Exercise goal ▸ Print, exactly as given, each line of the data from the line containing "What do you see at coordinates (412, 23)" up to and including its last line.

Extracted records ▸
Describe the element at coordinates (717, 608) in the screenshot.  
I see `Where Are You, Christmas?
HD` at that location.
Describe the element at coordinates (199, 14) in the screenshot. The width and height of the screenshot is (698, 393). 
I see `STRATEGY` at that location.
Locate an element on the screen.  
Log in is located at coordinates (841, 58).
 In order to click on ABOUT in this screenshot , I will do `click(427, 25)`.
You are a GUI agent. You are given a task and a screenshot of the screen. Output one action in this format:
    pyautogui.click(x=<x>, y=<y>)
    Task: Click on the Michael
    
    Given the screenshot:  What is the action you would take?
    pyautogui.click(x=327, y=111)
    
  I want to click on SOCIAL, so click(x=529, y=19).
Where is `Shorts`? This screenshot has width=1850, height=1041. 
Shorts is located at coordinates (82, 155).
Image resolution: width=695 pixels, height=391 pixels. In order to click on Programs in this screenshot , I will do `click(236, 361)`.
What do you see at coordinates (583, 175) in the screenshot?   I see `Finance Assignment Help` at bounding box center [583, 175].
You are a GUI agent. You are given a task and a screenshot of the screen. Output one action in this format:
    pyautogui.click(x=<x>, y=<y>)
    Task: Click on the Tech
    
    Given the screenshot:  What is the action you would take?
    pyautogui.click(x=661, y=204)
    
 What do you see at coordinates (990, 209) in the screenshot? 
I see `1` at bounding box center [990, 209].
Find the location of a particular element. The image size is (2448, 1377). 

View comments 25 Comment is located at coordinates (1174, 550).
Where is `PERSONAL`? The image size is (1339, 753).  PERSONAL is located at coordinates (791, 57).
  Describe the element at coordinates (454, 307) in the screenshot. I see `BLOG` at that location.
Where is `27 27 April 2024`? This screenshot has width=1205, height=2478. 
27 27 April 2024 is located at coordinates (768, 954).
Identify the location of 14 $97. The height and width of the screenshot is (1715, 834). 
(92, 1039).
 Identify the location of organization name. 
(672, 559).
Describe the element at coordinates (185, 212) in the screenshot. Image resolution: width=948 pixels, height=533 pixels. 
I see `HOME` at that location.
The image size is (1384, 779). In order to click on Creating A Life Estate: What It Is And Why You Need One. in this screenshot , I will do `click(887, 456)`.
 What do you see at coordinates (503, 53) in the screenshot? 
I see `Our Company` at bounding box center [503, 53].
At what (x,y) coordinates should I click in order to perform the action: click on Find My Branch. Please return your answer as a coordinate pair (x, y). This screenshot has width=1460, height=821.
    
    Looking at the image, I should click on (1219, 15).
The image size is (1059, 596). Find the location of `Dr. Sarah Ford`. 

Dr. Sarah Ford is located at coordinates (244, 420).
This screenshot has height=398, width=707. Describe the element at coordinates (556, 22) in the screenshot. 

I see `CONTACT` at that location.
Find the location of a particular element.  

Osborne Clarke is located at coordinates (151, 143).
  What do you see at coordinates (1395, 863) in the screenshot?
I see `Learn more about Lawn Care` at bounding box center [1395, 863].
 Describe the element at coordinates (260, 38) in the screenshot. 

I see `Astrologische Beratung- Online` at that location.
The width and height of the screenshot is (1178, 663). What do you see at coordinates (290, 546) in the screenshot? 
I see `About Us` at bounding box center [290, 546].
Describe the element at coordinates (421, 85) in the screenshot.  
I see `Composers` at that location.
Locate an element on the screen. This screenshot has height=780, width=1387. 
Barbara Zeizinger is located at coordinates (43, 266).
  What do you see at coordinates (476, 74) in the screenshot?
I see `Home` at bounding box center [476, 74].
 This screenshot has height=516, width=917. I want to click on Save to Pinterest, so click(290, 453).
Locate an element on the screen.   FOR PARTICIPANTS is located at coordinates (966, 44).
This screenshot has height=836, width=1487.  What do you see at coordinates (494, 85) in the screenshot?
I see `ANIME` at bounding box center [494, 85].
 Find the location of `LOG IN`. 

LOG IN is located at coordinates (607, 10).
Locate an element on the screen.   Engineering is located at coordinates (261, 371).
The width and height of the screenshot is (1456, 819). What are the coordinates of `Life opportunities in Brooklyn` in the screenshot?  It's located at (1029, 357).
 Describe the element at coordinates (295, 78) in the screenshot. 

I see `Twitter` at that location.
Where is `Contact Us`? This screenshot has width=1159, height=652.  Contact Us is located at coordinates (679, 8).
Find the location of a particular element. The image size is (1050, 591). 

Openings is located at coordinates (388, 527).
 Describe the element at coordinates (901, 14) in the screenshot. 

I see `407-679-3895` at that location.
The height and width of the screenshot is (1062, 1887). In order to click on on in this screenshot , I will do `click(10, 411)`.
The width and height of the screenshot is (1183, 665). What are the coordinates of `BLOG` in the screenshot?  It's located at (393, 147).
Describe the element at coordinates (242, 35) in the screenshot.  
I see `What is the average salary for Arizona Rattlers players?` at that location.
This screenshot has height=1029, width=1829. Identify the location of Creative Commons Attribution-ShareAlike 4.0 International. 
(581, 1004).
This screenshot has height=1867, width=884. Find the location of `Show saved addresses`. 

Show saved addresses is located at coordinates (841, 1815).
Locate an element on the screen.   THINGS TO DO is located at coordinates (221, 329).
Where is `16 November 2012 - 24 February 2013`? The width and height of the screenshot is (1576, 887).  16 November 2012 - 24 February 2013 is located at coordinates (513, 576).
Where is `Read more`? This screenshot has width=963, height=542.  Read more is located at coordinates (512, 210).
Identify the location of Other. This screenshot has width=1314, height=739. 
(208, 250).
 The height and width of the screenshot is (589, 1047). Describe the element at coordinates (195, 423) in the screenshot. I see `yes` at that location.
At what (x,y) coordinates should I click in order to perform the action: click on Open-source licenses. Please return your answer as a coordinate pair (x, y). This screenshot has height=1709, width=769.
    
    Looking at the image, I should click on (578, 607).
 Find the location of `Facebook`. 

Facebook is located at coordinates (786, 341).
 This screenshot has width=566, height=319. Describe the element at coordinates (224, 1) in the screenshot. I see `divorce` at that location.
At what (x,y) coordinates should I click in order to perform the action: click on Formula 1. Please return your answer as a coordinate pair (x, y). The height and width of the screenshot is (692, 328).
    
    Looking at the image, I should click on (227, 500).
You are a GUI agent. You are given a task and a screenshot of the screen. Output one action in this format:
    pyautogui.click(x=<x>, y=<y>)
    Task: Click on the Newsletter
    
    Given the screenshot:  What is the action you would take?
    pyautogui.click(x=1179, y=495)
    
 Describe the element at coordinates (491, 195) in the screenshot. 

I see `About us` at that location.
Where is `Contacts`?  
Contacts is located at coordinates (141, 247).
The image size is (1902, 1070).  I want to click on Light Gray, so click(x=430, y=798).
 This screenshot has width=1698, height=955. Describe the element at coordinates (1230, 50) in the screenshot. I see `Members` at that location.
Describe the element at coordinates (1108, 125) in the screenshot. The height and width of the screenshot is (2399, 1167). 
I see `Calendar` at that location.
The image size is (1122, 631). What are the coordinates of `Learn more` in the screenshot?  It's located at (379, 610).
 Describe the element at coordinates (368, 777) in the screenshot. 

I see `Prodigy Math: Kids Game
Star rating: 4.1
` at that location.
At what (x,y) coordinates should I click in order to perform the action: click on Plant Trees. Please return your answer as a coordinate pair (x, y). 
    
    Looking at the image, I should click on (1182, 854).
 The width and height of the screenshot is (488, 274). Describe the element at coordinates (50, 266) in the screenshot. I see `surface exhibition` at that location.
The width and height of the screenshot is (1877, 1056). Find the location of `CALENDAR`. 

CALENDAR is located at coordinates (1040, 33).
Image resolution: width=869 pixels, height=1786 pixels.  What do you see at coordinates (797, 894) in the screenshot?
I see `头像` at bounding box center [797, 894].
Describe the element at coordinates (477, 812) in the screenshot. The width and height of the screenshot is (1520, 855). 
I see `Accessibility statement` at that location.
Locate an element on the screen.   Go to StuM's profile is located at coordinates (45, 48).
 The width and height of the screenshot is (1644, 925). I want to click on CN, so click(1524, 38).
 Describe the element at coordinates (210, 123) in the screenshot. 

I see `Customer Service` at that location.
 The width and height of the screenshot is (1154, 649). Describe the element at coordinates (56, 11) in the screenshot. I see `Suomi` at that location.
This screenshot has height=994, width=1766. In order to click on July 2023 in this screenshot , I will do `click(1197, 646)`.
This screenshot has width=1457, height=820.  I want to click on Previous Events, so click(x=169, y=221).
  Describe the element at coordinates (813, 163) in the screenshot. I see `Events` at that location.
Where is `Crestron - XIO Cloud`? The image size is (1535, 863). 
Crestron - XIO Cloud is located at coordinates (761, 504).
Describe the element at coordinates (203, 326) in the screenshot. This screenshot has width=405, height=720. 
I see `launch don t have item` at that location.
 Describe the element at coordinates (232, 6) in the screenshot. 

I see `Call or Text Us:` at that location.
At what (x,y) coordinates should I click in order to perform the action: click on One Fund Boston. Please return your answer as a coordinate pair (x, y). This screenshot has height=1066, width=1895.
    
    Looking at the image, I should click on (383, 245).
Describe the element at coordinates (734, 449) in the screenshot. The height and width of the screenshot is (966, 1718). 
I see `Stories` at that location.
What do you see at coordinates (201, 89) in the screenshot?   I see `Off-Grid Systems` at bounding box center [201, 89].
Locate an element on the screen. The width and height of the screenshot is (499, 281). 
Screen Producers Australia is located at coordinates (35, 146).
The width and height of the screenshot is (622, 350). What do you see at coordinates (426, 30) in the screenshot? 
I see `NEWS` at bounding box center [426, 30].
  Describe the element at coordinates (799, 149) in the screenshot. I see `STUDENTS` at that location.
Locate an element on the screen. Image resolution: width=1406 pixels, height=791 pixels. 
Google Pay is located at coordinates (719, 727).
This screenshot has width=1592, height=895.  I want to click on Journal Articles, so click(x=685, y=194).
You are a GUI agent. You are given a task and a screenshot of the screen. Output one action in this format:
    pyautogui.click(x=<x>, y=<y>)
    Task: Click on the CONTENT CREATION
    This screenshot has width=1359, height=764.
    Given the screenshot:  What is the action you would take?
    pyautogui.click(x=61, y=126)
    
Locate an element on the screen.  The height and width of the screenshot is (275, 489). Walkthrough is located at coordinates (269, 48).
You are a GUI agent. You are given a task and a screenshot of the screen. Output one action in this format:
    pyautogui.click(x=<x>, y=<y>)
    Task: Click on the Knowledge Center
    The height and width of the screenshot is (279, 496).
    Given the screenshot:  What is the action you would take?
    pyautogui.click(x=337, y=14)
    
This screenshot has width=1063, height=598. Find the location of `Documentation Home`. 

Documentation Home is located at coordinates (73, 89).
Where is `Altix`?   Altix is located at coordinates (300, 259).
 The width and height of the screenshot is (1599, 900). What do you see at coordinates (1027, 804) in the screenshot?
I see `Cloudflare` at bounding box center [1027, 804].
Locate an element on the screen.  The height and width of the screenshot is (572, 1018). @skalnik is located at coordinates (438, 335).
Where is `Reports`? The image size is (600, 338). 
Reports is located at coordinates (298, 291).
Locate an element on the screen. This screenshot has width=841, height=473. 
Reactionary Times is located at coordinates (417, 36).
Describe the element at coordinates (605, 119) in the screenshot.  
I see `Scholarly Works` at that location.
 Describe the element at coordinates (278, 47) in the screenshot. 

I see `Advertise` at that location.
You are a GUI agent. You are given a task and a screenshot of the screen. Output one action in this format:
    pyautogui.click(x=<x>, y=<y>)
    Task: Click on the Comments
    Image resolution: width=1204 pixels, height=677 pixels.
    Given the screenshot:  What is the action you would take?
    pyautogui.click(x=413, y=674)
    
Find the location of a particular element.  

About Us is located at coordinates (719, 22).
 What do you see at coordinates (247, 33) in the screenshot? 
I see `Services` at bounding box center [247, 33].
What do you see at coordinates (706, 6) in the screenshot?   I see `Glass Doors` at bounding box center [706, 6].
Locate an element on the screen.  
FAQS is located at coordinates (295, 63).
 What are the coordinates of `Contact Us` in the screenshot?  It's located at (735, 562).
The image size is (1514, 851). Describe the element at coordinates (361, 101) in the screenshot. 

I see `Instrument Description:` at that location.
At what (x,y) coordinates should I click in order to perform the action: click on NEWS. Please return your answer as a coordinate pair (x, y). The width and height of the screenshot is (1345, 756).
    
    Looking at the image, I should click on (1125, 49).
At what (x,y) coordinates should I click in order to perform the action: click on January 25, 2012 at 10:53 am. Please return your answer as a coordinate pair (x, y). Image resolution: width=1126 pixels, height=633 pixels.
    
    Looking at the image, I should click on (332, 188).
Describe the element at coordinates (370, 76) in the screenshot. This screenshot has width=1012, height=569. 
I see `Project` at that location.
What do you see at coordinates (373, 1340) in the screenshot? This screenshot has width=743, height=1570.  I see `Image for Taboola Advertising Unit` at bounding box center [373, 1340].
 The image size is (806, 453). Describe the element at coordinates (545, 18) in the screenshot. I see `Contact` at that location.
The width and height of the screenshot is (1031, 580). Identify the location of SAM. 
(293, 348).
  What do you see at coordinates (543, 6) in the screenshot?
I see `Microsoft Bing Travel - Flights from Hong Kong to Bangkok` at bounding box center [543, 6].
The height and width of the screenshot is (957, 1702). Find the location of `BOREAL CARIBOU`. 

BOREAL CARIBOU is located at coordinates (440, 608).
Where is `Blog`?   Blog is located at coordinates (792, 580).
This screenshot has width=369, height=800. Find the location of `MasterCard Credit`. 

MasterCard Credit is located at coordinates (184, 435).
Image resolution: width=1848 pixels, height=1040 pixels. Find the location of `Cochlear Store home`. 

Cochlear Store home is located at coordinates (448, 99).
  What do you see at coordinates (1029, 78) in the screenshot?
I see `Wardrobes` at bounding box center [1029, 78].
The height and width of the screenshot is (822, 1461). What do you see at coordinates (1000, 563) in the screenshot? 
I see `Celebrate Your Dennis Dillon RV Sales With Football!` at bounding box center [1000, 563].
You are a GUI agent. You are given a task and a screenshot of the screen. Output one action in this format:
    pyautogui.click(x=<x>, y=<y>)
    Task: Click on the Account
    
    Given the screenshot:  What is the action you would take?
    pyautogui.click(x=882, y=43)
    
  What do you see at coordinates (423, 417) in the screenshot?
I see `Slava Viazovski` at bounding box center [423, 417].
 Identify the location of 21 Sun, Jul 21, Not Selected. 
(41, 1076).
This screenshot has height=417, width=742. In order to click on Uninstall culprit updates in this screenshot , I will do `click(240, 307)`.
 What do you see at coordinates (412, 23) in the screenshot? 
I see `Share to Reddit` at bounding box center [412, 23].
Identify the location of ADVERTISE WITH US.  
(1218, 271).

Task response ▸
 What do you see at coordinates (412, 23) in the screenshot? 
I see `Share to Reddit` at bounding box center [412, 23].
Identify the location of ADVERTISE WITH US.  
(1218, 271).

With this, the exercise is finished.